The Spectrum: Black students shouldn’t have to represent their entire race

The Spectrum: Black students shouldn’t have to represent their entire race

Jesse Sparks, Columnist

This essay is part of The Spectrum, a weekly forum in our Opinion section for marginalized voices to share their perspectives. To submit a piece for The Spectrum or discuss story ideas, please email [email protected].

I don’t remember the first time I felt “the look.”

I don’t remember the chill that would run down my spine the second I felt that expectant gaze from my peers and teachers alike. The look asked when I was going to teach them something trivial, like how to dance. It demanded that I say something during our class lessons on slavery. It asked me to describe the nuances of racism and then provide an in-depth narrative about the traumas associated with growing up black in white spaces.

I could lie and say that I remembered distinctly the first time I felt my classmates’ hesitant, beady eyes lock onto the brown of my skin and the tight black curls of my hair, the blackness in general.

I could, but I won’t because the truth is simple: I don’t remember the first time because it’s been a part of my experience since I can remember.

Like a lot of black students on campus, I’ve consistently been placed in white spaces, from the different schools I attended to my extracurricular activities. My blackness was constantly and starkly contrasting with my literal, symbolic and cultural environment. In most of these settings, I was the darkest person in the room, and along with that came the burden of “blacksplaining.” For those who don’t know, blacksplaining is the act of explaining African American history and culture, issues relevant to black people and the nuances of blackness to people who are not black.

While this may sound perfectly acceptable to some people, this is no small feat. It’s more than just a few comments here and a few participation points there. For many, it’s an obligation to endure and re-experience the traumas associated with growing up in predominantly white spaces.
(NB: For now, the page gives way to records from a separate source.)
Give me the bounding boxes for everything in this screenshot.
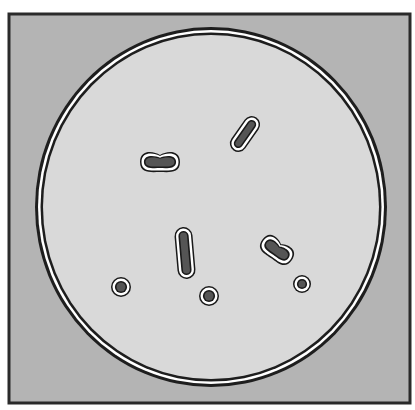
figure xyxy=(0,0,415,410)
cell-round-left xyxy=(111,277,131,297)
cell-round-right xyxy=(293,275,311,293)
dish xyxy=(35,27,387,387)
dish-diagram xyxy=(0,0,415,410)
cell-bean-upper-left xyxy=(140,152,180,172)
dish-interior xyxy=(43,35,379,379)
cell-round-bottom xyxy=(199,286,219,306)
From the invalidation of one’s blackness to the exclusion from mainstream beauty standards to genuinely horrifying experiences facing the vitriol of racism firsthand, black students endure so much just to get to this point in their lives at all, not even considering the intersections of class, gender, sexuality or other identities.

In light of this, it simply can’t be the responsibility of students of color to be student, teacher and therapist simultaneously. With so many discussions on ethnic identity and intersectionality, there is an implicit expectation that students who identify with these concepts should be the ones who need to step up in class discussions and bare their wounds to the class, just to prove that the concepts and discussions happening are valid.

But that’s not our job and our professors and peers shouldn’t expect it to be.

Sitting in any class that encompasses some aspect of race, class, gender or some form of intersectionality tends to end up feeling like a blind gamble. With each class, I have to brace myself for the dreaded likelihood that a professor will either be too ill-equipped to engage in a discussion on marginalized identities without encouraging genuinely toxic undertones of racism or that the discussion won’t happen at all and my experiences will be misrepresented. In either situation, the professor’s silence is complicit in reminding us that this isn’t a space that was made for us.

But black students shouldn’t have to be strategic in how they conserve emotional and psychological energy just to have these discussions. They shouldn’t have to choose between engaging in conversations that will leave them drained or to not have the conversations at all.

To be clear, this is not to say that black students are incapable of performing or that we need to be saved or pitied. I’m not saying that we can’t engage in these discussions either, because dialogue is important and necessary when done in a healthy way. That’s not the case at all. The case is that these discussions aren’t happening in a beneficial way.

It matters because too often the opportunity to be a normal student who sits and learns without feeling the weight of having to know everything about blackness becomes a rare luxury. And that’s a huge problem, especially when the students who are required to essentially co-teach their peers are the same students who still have the same homework assignments, midterms and finals as their peers. This idea of blacksplaining only adds more pressure to the daily stresses of attending a university like Northwestern.

But one of the most alarming and heartbreaking things about this is that it’s not an isolated incident. My experiences aren’t unique. I’m not a special case. This “responsibility” is a trend rooted in a historical tradition of making blackness palatable and easily digestible, something to be consumed. This consumption seeks to make a spectacle of blackness without grappling with the history associated with being black. Once we can address what happened in our past and what’s happening in our present, only then can we begin to take some of the pressure off.

Jesse Sparks is a Medill junior. He can be contacted at [email protected]. If you would like to respond publicly to this column, send a Letter to the Editor to [email protected].

The views expressed in this piece do not necessarily reflect the views of all staff members of The Daily Northwestern.